Given the legal and business complexities of buying Chinese property, major global funds have generally been cautious about making large investments.

An increasing number of leading international and Asian property funds have made their first investments in China by now, and China’s allocation in global and regional funds is only expected to continue rising, mainly at the expense of Japan’s share.

In the U.S., distressed investment opportunities abound, reducing the need for many funds to look abroad. In the UK, the debt market has recovered much faster than the U.S. or Japan, helping prices to recover somewhat, but more importantly, facilitating greater liquidity through higher transaction volume.

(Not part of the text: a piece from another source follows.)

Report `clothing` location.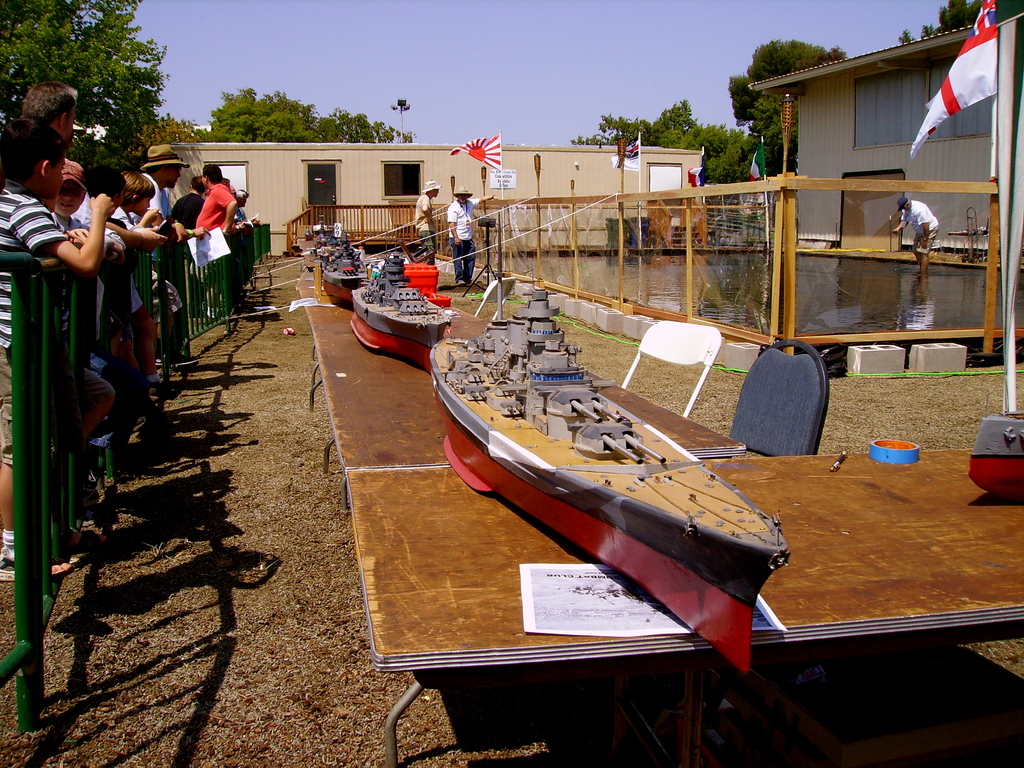
Report: <region>446, 196, 480, 282</region>.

Illustration by Phil Couzens

In Japan, by contrast, debt remains scarce and leverage is low—at most 50 percent of the transaction price. Outside the central five wards of Tokyo (Minato, Chiyoda, Chuo, Shibuya and Shinjuku), debt is virtually impossible to obtain. Prices on medium- to high-quality properties remain stubbornly high, however, yields remain too low to be attractive to any but the most conservative, so-called “core” investors.

Institutional investors tend to focus on the office market, which is generally the most transparent and easiest asset class to manage. At the moment, though, the office market has the worst fundamentals of any real estate asset class in Japan, so many international funds have been turning their attention increasingly to China.

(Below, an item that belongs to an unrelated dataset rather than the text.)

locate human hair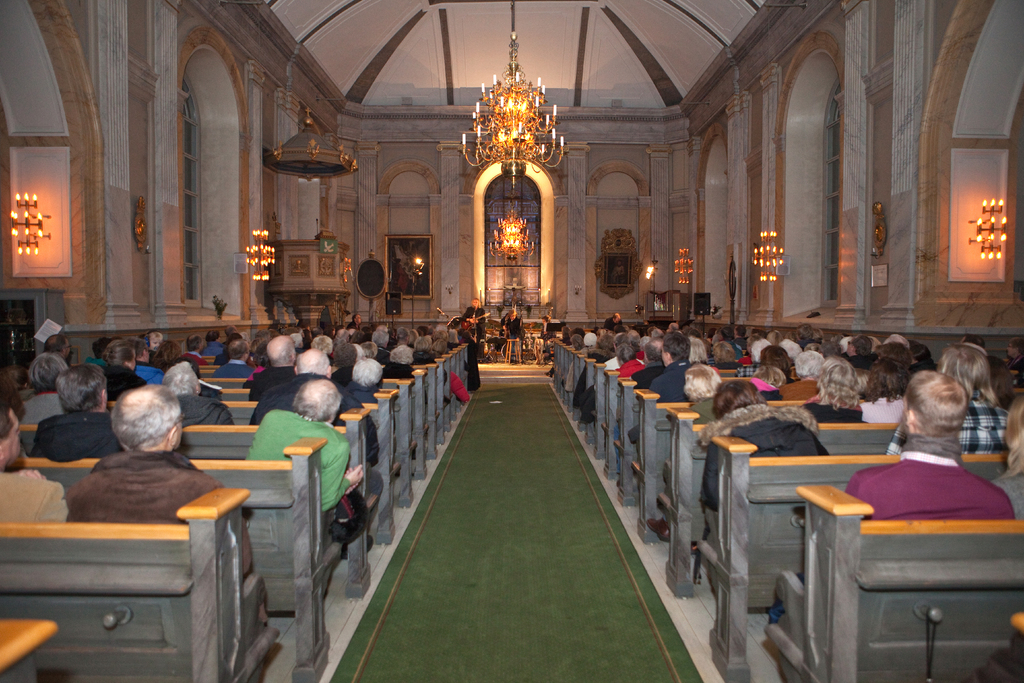
Rect(711, 379, 767, 416)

Japanese real estate companies and real estate investment trusts (REITs) have not yet been active in China, although that could change soon. Over the last few months, the Japanese capital markets have improved to the extent that blue-chip property companies and their affiliated REITs have been able to tap the public markets for equity and debt offerings, giving them fresh dry powder to make acquisitions both domestically and potentially in China.

While the Japanese property sector has been largely absent from China so far, Japanese retailers and manufacturers have been going to China in droves. Japanese consumer and industrial brands are extremely popular in China and with few growth prospects for the domestic market, many Japanese companies have come to the conclusion that their only hope to survive is the Chinese market.

Back in Japan, the presence of Chinese individuals and companies is rapidly growing. Walk down Chuo-dori in Ginza and it feels like there are more Chinese tourists than Japanese spending money at the department stores. During the recent Chinese New Year, ski slopes in Karuizawa and Niseko were full of Chinese visitors. I frequently hear that Chinese individuals have been buying resort condos around Japan.

In the commercial property sector, Chinese investors are said to be the winners of recent auctions for hotels in Hakone and Niseko. These trends are good for the Japanese property market, the Japanese economy and Japan-China relations. Unless the Japanese government does something else to stimulate banks to lend more, however, the Chinese may soon be the only investors left willing to buy Japanese property.